When parents choose to have a child, they have agreed to have an adolescent. Thus, I believe it really helps when they have some preparation for normal developmental changes that their child’s 10 to 12 year coming of age passage commonly brings.
This growing up journey begins around ages 9 – 13, and winds down around ages 18 – 23. With appropriate expectations, parents can reduce the likelihood of surprise, overreaction, and alarm; and they can increase power of understanding, empathy, and effectiveness.
This is why I blog about parenting adolescents for Psychology Today, and why I write books to help parents better support their daughter or son during these transformational years.
To begin, most important is that parents NOT buy into the stereotype of “The Terrible Teenager” who will become emotionally derailed and socially disruptive of family life. This is a FALSE expectation that alarms for no good cause. There is no need for dread. I believe most parents and adolescents do not experience some kind of agony in their relationship as growing up changes unfold.
This said, there will be adjustments to be made in their relationship as adolescent growth unfolds along two avenues of youthful separation from childhood and parents that is now underway. Now adolescence starts growing them apart, which it is meant to do.
1) There is detachment from childhood and parents to assert more independence. More social time is spent in the company of peers.
2) There is differentiation from childhood and parents to express more individuality. More attention is given to personal expression.
At journey’s end, the older adolescent, during the college-age years, can assert a functional independence and claim a fitting individuality: “I can take care of myself and I know who I am.”
Adolescence is a gathering of power; and freedom is it’s name.
The breath of adolescent life, as the young person pushes for more freedom of self-management authority, parents find themselves continually debating when to keep holding on, and when to do more letting go.
It’s a constant challenge: they don’t want to hold growth back, but neither do they want to unmindfully allow a dangerous exposure.
So they impose three common criteria that must be met before more freedom is given:
- evidence of growing responsibility,
- willingness to communicate about what is going on,
- and showing a readiness to anticipate risks of acting older.
Now parents help their child navigate the four freedoms of adolescence:
- Freedom from rejection of childhood beginning around late elementary school;
- Freedom for forming a second family of friends beginning around middle school;
- Freedom to experiment with acting older beginning around the high school years;
- Freedom of emancipation into independent authority around the college age years.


Problem details
Which lines of the entries hold the string "arrow"? Copy each one.

Records for this task
━━━━━━━━━━

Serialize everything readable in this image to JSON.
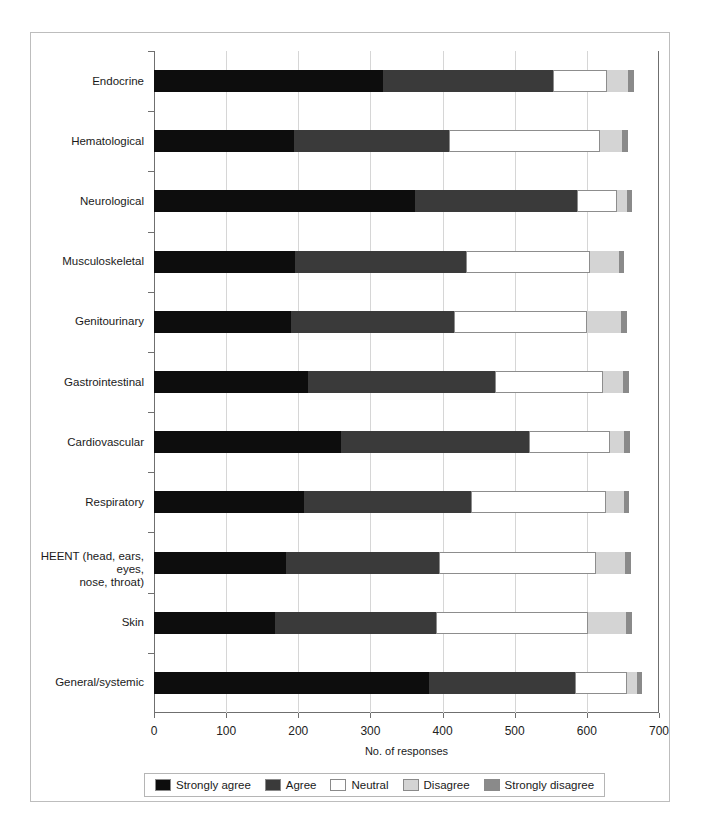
{
  "chart_data": {
    "type": "bar",
    "orientation": "horizontal",
    "stacked": true,
    "title": "",
    "xlabel": "No. of responses",
    "ylabel": "",
    "xlim": [
      0,
      700
    ],
    "ylim": null,
    "grid": "vertical",
    "legend_position": "bottom",
    "xticks": [
      0,
      100,
      200,
      300,
      400,
      500,
      600,
      700
    ],
    "xtick_labels": [
      "0",
      "100",
      "200",
      "300",
      "400",
      "500",
      "600",
      "700"
    ],
    "categories": [
      "Endocrine",
      "Hematological",
      "Neurological",
      "Musculoskeletal",
      "Genitourinary",
      "Gastrointestinal",
      "Cardiovascular",
      "Respiratory",
      "HEENT (head, ears, eyes,\nnose, throat)",
      "Skin",
      "General/systemic"
    ],
    "series": [
      {
        "name": "Strongly agree",
        "color": "#0d0d0d",
        "values": [
          317,
          194,
          362,
          195,
          190,
          213,
          259,
          208,
          183,
          168,
          381
        ]
      },
      {
        "name": "Agree",
        "color": "#3a3a3a",
        "values": [
          236,
          215,
          224,
          237,
          226,
          259,
          261,
          231,
          212,
          223,
          203
        ]
      },
      {
        "name": "Neutral",
        "color": "#ffffff",
        "values": [
          75,
          209,
          56,
          173,
          184,
          151,
          112,
          187,
          217,
          210,
          72
        ]
      },
      {
        "name": "Disagree",
        "color": "#d4d4d4",
        "values": [
          29,
          31,
          13,
          39,
          47,
          27,
          20,
          25,
          41,
          53,
          13
        ]
      },
      {
        "name": "Strongly disagree",
        "color": "#8a8a8a",
        "values": [
          8,
          8,
          8,
          8,
          8,
          8,
          8,
          8,
          8,
          8,
          8
        ]
      }
    ],
    "legend_entries": [
      {
        "label": "Strongly agree",
        "color": "#0d0d0d"
      },
      {
        "label": "Agree",
        "color": "#3a3a3a"
      },
      {
        "label": "Neutral",
        "color": "#ffffff"
      },
      {
        "label": "Disagree",
        "color": "#d4d4d4"
      },
      {
        "label": "Strongly disagree",
        "color": "#8a8a8a"
      }
    ]
  }
}
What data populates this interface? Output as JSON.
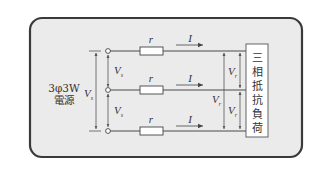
{
  "diagram": {
    "type": "three-phase-circuit",
    "source": {
      "label_line1": "3φ3W",
      "label_line2": "電源",
      "line_voltage": "V",
      "line_voltage_sub": "s",
      "phase_to_phase_top": "V",
      "phase_to_phase_top_sub": "s",
      "phase_to_phase_bottom": "V",
      "phase_to_phase_bottom_sub": "s"
    },
    "lines": [
      {
        "resistor": "r",
        "current": "I"
      },
      {
        "resistor": "r",
        "current": "I"
      },
      {
        "resistor": "r",
        "current": "I"
      }
    ],
    "load": {
      "label_chars": [
        "三",
        "相",
        "抵",
        "抗",
        "負",
        "荷"
      ],
      "line_voltage": "V",
      "line_voltage_sub": "r",
      "phase_to_phase_top": "V",
      "phase_to_phase_top_sub": "r",
      "phase_to_phase_bottom": "V",
      "phase_to_phase_bottom_sub": "r"
    },
    "colors": {
      "frame_border": "#3a3a3a",
      "frame_fill": "#ebebeb",
      "wire": "#4a4a4a",
      "load_fill": "#ffffff"
    }
  }
}
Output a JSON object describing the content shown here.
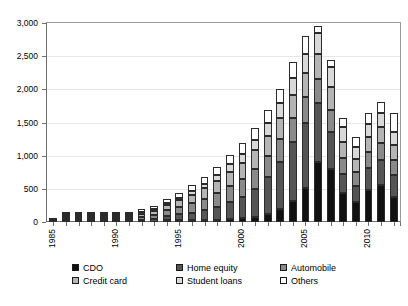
{
  "chart_data": {
    "type": "bar",
    "stacked": true,
    "title": "",
    "subtitle": "",
    "xlabel": "",
    "ylabel": "",
    "grid": true,
    "legend_position": "bottom",
    "ylim": [
      0,
      3000
    ],
    "yticks": [
      0,
      500,
      1000,
      1500,
      2000,
      2500,
      3000
    ],
    "ytick_labels": [
      "0",
      "500",
      "1,000",
      "1,500",
      "2,000",
      "2,500",
      "3,000"
    ],
    "categories": [
      "1985",
      "1986",
      "1987",
      "1988",
      "1989",
      "1990",
      "1991",
      "1992",
      "1993",
      "1994",
      "1995",
      "1996",
      "1997",
      "1998",
      "1999",
      "2000",
      "2001",
      "2002",
      "2003",
      "2004",
      "2005",
      "2006",
      "2007",
      "2008",
      "2009",
      "2010",
      "2011",
      "2012"
    ],
    "xtick_labels": [
      "1985",
      "1990",
      "1995",
      "2000",
      "2005",
      "2010"
    ],
    "xtick_label_indices": [
      0,
      5,
      10,
      15,
      20,
      25
    ],
    "series": [
      {
        "name": "CDO",
        "color": "#111111",
        "values": [
          0,
          0,
          0,
          0,
          0,
          0,
          0,
          0,
          0,
          5,
          8,
          12,
          20,
          28,
          40,
          55,
          80,
          120,
          200,
          320,
          520,
          900,
          800,
          430,
          300,
          480,
          560,
          380
        ]
      },
      {
        "name": "Home equity",
        "color": "#555555",
        "values": [
          0,
          2,
          4,
          6,
          10,
          14,
          18,
          26,
          40,
          60,
          85,
          110,
          150,
          200,
          260,
          320,
          420,
          560,
          700,
          880,
          980,
          900,
          560,
          300,
          250,
          330,
          380,
          330
        ]
      },
      {
        "name": "Automobile",
        "color": "#8a8a8a",
        "values": [
          2,
          5,
          8,
          12,
          18,
          24,
          32,
          48,
          65,
          85,
          110,
          140,
          170,
          200,
          240,
          270,
          300,
          320,
          350,
          370,
          380,
          360,
          330,
          230,
          200,
          240,
          250,
          230
        ]
      },
      {
        "name": "Credit card",
        "color": "#b5b5b5",
        "values": [
          0,
          3,
          6,
          10,
          16,
          22,
          30,
          45,
          60,
          80,
          100,
          130,
          160,
          190,
          220,
          250,
          280,
          300,
          320,
          340,
          360,
          380,
          350,
          250,
          200,
          230,
          240,
          220
        ]
      },
      {
        "name": "Student loans",
        "color": "#d9d9d9",
        "values": [
          0,
          1,
          2,
          3,
          5,
          7,
          10,
          14,
          20,
          30,
          40,
          55,
          70,
          90,
          110,
          130,
          160,
          190,
          220,
          260,
          300,
          310,
          300,
          220,
          180,
          200,
          210,
          200
        ]
      },
      {
        "name": "Others",
        "color": "#ffffff",
        "values": [
          3,
          5,
          8,
          12,
          16,
          20,
          26,
          36,
          50,
          62,
          75,
          90,
          105,
          120,
          140,
          160,
          180,
          200,
          220,
          240,
          260,
          100,
          110,
          140,
          150,
          160,
          170,
          290
        ]
      }
    ]
  },
  "legend": {
    "items": [
      {
        "label": "CDO",
        "swatch": "legend-swatch-cdo"
      },
      {
        "label": "Home equity",
        "swatch": "legend-swatch-home-equity"
      },
      {
        "label": "Automobile",
        "swatch": "legend-swatch-automobile"
      },
      {
        "label": "Credit card",
        "swatch": "legend-swatch-credit-card"
      },
      {
        "label": "Student loans",
        "swatch": "legend-swatch-student-loans"
      },
      {
        "label": "Others",
        "swatch": "legend-swatch-others"
      }
    ]
  }
}
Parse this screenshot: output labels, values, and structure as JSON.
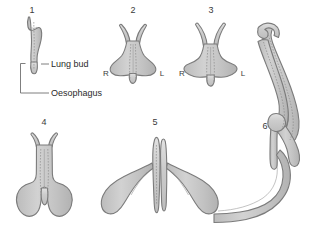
{
  "figure": {
    "background_color": "#ffffff",
    "organ_fill": "#c6c6c6",
    "organ_fill_light": "#d6d6d6",
    "organ_stroke": "#7b7b7b",
    "text_color": "#2b2b2b",
    "leader_color": "#707070"
  },
  "callouts": [
    {
      "id": "lung-bud",
      "label": "Lung bud"
    },
    {
      "id": "oesophagus",
      "label": "Oesophagus"
    }
  ],
  "panels": [
    {
      "id": "panel-1",
      "number": "1",
      "number_x": 32,
      "number_y": 13,
      "side_labels": []
    },
    {
      "id": "panel-2",
      "number": "2",
      "number_x": 133,
      "number_y": 13,
      "side_labels": [
        {
          "text": "R",
          "x": 106,
          "y": 76
        },
        {
          "text": "L",
          "x": 162,
          "y": 76
        }
      ]
    },
    {
      "id": "panel-3",
      "number": "3",
      "number_x": 211,
      "number_y": 13,
      "side_labels": [
        {
          "text": "R",
          "x": 182,
          "y": 76
        },
        {
          "text": "L",
          "x": 243,
          "y": 76
        }
      ]
    },
    {
      "id": "panel-4",
      "number": "4",
      "number_x": 44,
      "number_y": 125,
      "side_labels": []
    },
    {
      "id": "panel-5",
      "number": "5",
      "number_x": 155,
      "number_y": 125,
      "side_labels": []
    },
    {
      "id": "panel-6",
      "number": "6",
      "number_x": 265,
      "number_y": 129,
      "side_labels": []
    }
  ]
}
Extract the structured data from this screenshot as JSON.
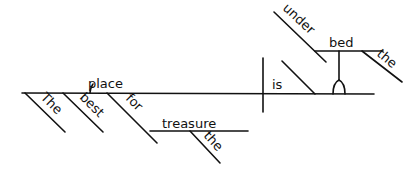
{
  "diagram": {
    "type": "sentence-diagram",
    "sentence": "The best place for treasure is under the bed",
    "subject": "place",
    "verb": "is",
    "modifiers_subject": [
      "The",
      "best"
    ],
    "prepositional_phrase_subject": {
      "preposition": "for",
      "object": "treasure",
      "object_modifier": "the"
    },
    "predicate_phrase": {
      "preposition": "under",
      "object": "bed",
      "object_modifier": "the"
    }
  },
  "words": {
    "place": "place",
    "the1": "The",
    "best": "best",
    "for": "for",
    "treasure": "treasure",
    "the2": "the",
    "is": "is",
    "under": "under",
    "bed": "bed",
    "the3": "the"
  }
}
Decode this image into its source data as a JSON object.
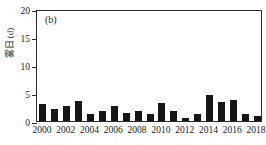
{
  "chart_data": {
    "type": "bar",
    "title": "",
    "panel_label": "(b)",
    "xlabel": "",
    "ylabel": "雾日 (d)",
    "ylim": [
      0,
      20
    ],
    "yticks": [
      0,
      5,
      10,
      15,
      20
    ],
    "ytick_labels": [
      "0",
      "5",
      "10",
      "15",
      "20"
    ],
    "grid": false,
    "legend": null,
    "bar_color": "#161616",
    "axis_color": "#2b2b2b",
    "xtick_labels": [
      "2000",
      "2002",
      "2004",
      "2006",
      "2008",
      "2010",
      "2012",
      "2014",
      "2016",
      "2018"
    ],
    "categories": [
      "2000",
      "2001",
      "2002",
      "2003",
      "2004",
      "2005",
      "2006",
      "2007",
      "2008",
      "2009",
      "2010",
      "2011",
      "2012",
      "2013",
      "2014",
      "2015",
      "2016",
      "2017",
      "2018"
    ],
    "values": [
      3.0,
      2.1,
      2.7,
      3.5,
      1.2,
      1.8,
      2.7,
      1.5,
      1.7,
      1.2,
      3.2,
      1.8,
      0.6,
      1.2,
      4.6,
      3.4,
      3.8,
      1.2,
      0.9
    ]
  }
}
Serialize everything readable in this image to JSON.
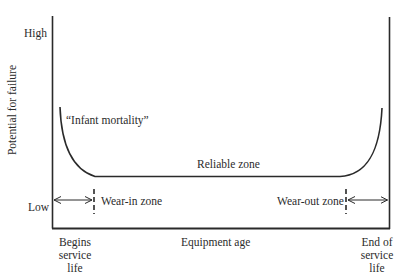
{
  "diagram": {
    "type": "bathtub curve",
    "y_axis": {
      "label": "Potential for failure",
      "high_label": "High",
      "low_label": "Low"
    },
    "x_axis": {
      "label": "Equipment age",
      "start_label_lines": [
        "Begins",
        "service",
        "life"
      ],
      "end_label_lines": [
        "End of",
        "service",
        "life"
      ]
    },
    "annotations": {
      "infant_mortality": "“Infant mortality”",
      "reliable_zone": "Reliable zone",
      "wear_in_zone": "Wear-in zone",
      "wear_out_zone": "Wear-out zone"
    },
    "colors": {
      "line": "#2a2a2a",
      "background": "#ffffff"
    }
  }
}
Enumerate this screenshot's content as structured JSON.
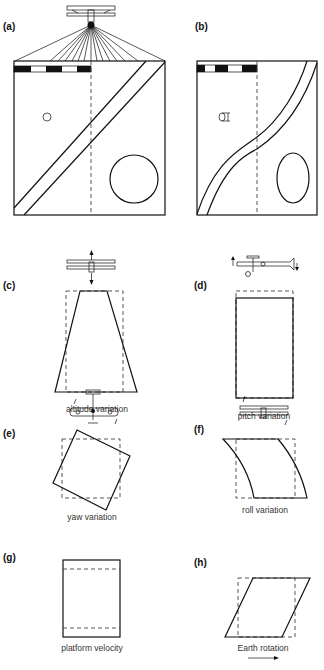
{
  "figure": {
    "panels": [
      {
        "id": "a",
        "label": "(a)",
        "caption": ""
      },
      {
        "id": "b",
        "label": "(b)",
        "caption": ""
      },
      {
        "id": "c",
        "label": "(c)",
        "caption": "altitude variation"
      },
      {
        "id": "d",
        "label": "(d)",
        "caption": "pitch variation"
      },
      {
        "id": "e",
        "label": "(e)",
        "caption": "yaw variation"
      },
      {
        "id": "f",
        "label": "(f)",
        "caption": "roll variation"
      },
      {
        "id": "g",
        "label": "(g)",
        "caption": "platform velocity"
      },
      {
        "id": "h",
        "label": "(h)",
        "caption": "Earth rotation"
      }
    ],
    "icons": {
      "aircraft": "biplane-icon",
      "motion_arrow": "arrow-icon",
      "earth_rotation_arrow": "right-arrow-icon"
    },
    "colors": {
      "ink": "#111111",
      "dashed": "#444444",
      "background": "#ffffff"
    }
  }
}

━━━━━━━━━━

Answer space
      "motion_arrow": "arrow-icon",
      "earth_rotation_arrow": "right-arrow-icon"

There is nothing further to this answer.